The pieces didn't work out the way I expected it to, but we didn't lose any money. We made about a 5 percent return over a two-year period. That two-year period was a very tumultuous period because it includes the whole financial crisis and the great recession. Our first buys were around $26 in the second quarter of 2007. We were going to start selling the stock at about $50 a share and it got up to $44/share in mid 2008. Then the financial crisis hit. Ternium is a world class steel producer, and their order book got wiped out. Pretty much everyone canceled their orders. No one had any financing, and no one had the ability to buy anything from them. Their business almost came to a standstill.


At the same time, while this is going on, Hugo Chavez in Venezuela decides to nationalize their Venezuelan assets, which are pretty significant, about 1/4th of the total assets. There was a lot of uncertainty at the time about whether they would collect any compensation or if they would completely lose the value of that asset. This nationalization, along with the combination of the financial crisis, the great recession, and the wipeout of their order books collapsed the stock price to the $5/share level - an 85 percent drop in price. Pabrai Investment Funds did nothing through that period. We just held the stock.

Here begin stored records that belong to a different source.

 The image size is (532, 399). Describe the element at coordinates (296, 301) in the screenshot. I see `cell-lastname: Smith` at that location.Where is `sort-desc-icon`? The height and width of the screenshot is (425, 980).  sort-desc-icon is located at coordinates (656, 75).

Ternium is a very unusual steel company in the sense that it is vertically integrated. It owns a large amount of iron ore assets and coal assets, so it's not subject to all the volatility of the commodity prices. When commodity prices rise, Ternium gets a tail wind because they have their own captive mines. Ternium is similar to Walmart (WMT, Financial) and Costco (CSCO, Financial) in the sense that it's not like they do one thing better than the rest. They do a hundred things slightly better than the rest, and when you add those hundred things together, in aggregate it becomes a strong competitive advantage.


They were a company which on the outside looked like a normal steel maker, but when you drilled down you would find they set best practice after best practice in how they ran their operations. I liked the way they ran the business. They always ran their business under leveraged with plenty of cash on hand. They were able to ride out the storm without too much of a problem, and they were also, during that period, able to very successfully negotiate with Chavez in Venezuela. About a year after the nationalization, Ternium started collecting cash from Venezuela and they got paid a fair price for that business. Then I got to a point in 2009 where we could exit at breakeven or better. We had some other opportunities in front of us in 2009, which looked more promising.

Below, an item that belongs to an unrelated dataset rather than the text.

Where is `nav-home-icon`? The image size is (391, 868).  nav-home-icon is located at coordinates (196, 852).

The Ternium business is coming back. In fact, the whole thesis will play out pretty similar to what I had thought, but it will play out with a delay. It might take two or three years to get there. But we had other fish to fry in the meanwhile. I would say that one of the rules I have about selling is that I will typically not have an interest in selling a stock just because a price has dropped. The price might drop, but I won't sell unless I'm convinced that the present intrinsic value is below the present stock price. For example, when a stock's at $5/share, I have to have a high degree of confidence that the intrinsic value is below $5/share.


The only thing I would say to this point with Ternium is that things were very murky. I couldn't even figure out what the intrinsic value was at that point when the order books were wiped out. There was no clarity. In the absence of clarity, in general, I won't act. I'll just sit there and wait.